THEY drop onto the doormat with tedious regularity. Letters from banks offering us "the best credit card deal around" always come with several pages of tiny print no one has the time or the training to decipher.

Well, almost no one. The Commons Treasury Committee asked a Cambridge University mathematician to unravel what the banks call the "calculus" behind credit card payments. He did it, but it took him most of the afternoon.

Similar confusion exists when it comes to other banking products.

Banks have a vested interest in obfuscation. Keep us in the dark and we are less likely to query, complain, shop around or generally be awkward customers.

The Treasury Committee report is only the latest criticism of the big banks.

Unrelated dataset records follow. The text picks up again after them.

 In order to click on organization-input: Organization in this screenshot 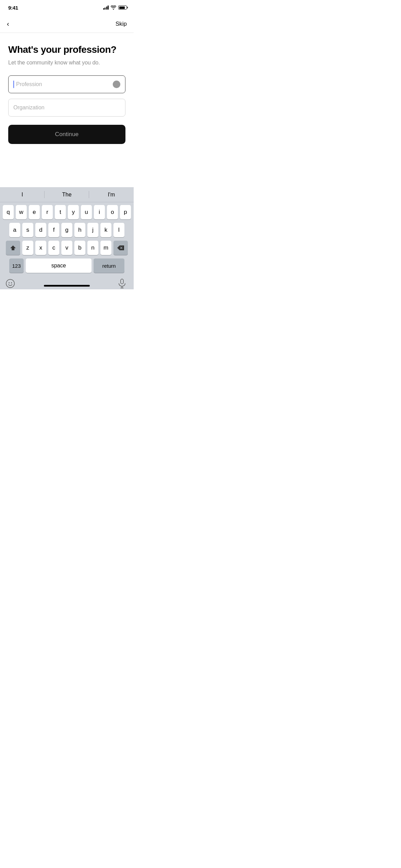, I will do `click(67, 108)`.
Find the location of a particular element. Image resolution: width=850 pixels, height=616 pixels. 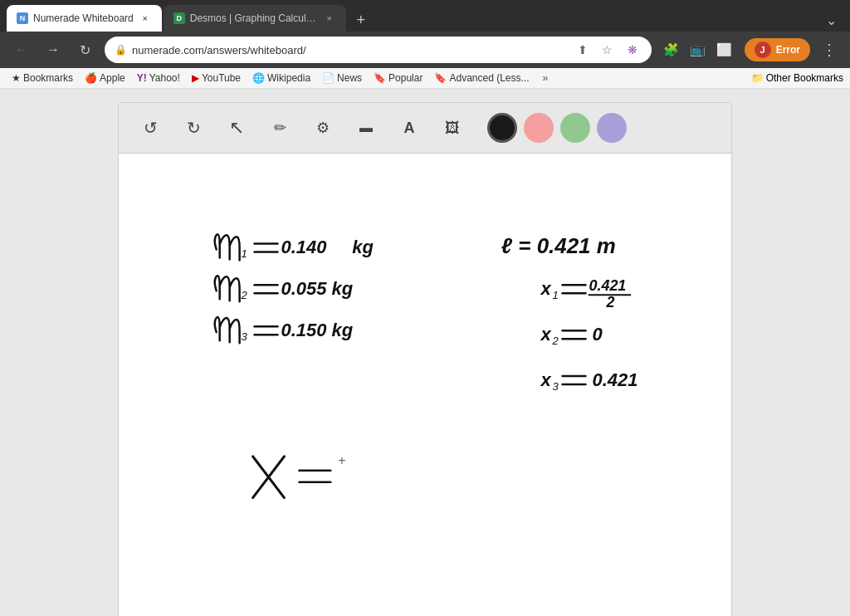

pencil-tool: ✏ is located at coordinates (280, 128).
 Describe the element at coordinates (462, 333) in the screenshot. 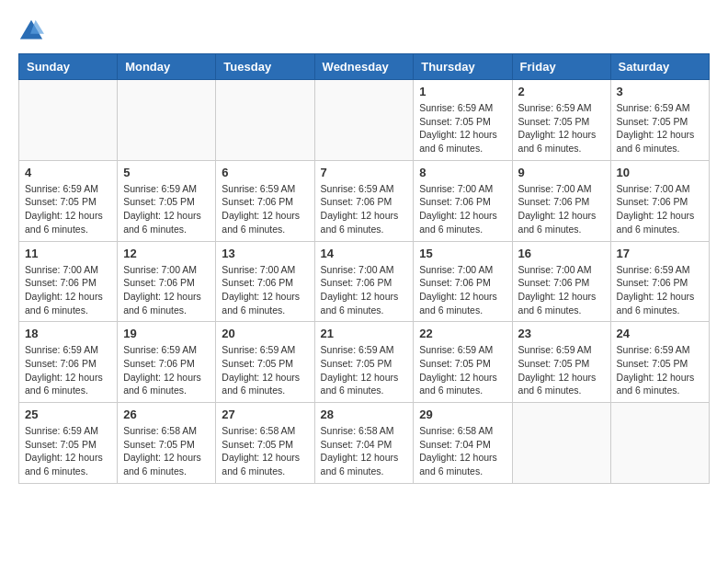

I see `day-number: 22` at that location.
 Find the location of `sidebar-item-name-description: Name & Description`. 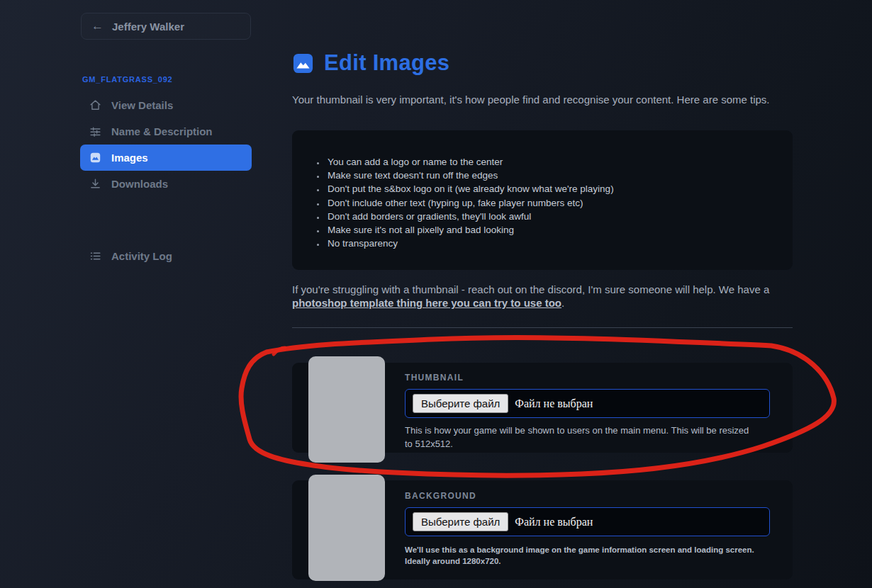

sidebar-item-name-description: Name & Description is located at coordinates (166, 132).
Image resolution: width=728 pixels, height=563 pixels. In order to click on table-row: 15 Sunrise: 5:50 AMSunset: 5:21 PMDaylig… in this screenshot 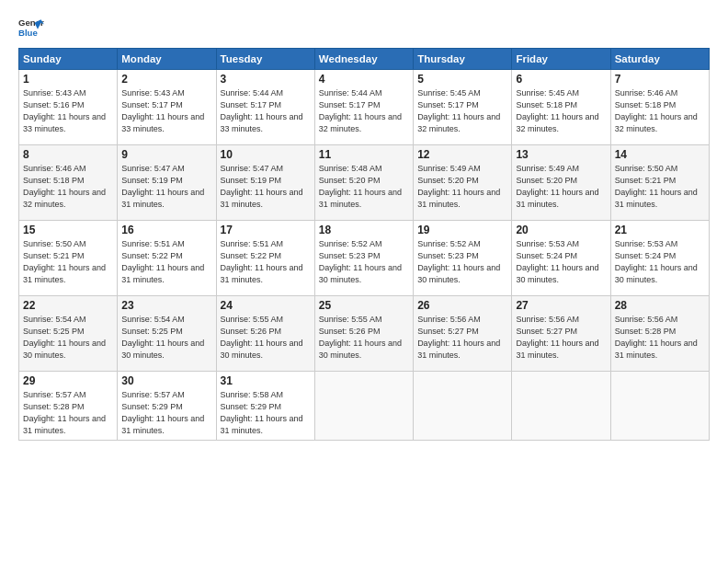, I will do `click(68, 259)`.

In March 2000, Government watchdog Don Cruickshank revealed that banks were overcharging customers by up to £5 billion a year.

Only a month earlier, Barclays Bank announced it was shutting several branches in North Yorkshire as part of a programme that left many rural areas without a branch.

And this February, Halifax had to apologise after a training flip chart in a Manchester branch listed the sort of customers "We don't want". They included taxi drivers and window cleaners.

Unhappily, the banks are so rich they can get away with treating personal account holders with disdain. It took public uproar for them to reverse the decision to charge for cashpoint withdrawals.

Phone and Internet banking are wonderful innovations, the banks say. But they are useless to the small rural trader who needs a long-term relationship with a local bank manager who understands his business and the area's economy.

Banks are not known for responding to criticism, so we shall have to see if they take any notice of the Treasury Committee report.

Meanwhile, customers should vote with their feet. According to the Consumers' Association, 4.5 million customers will have taken their custom away from the big four banks within five years. That trend might finally make them sit up and take notice.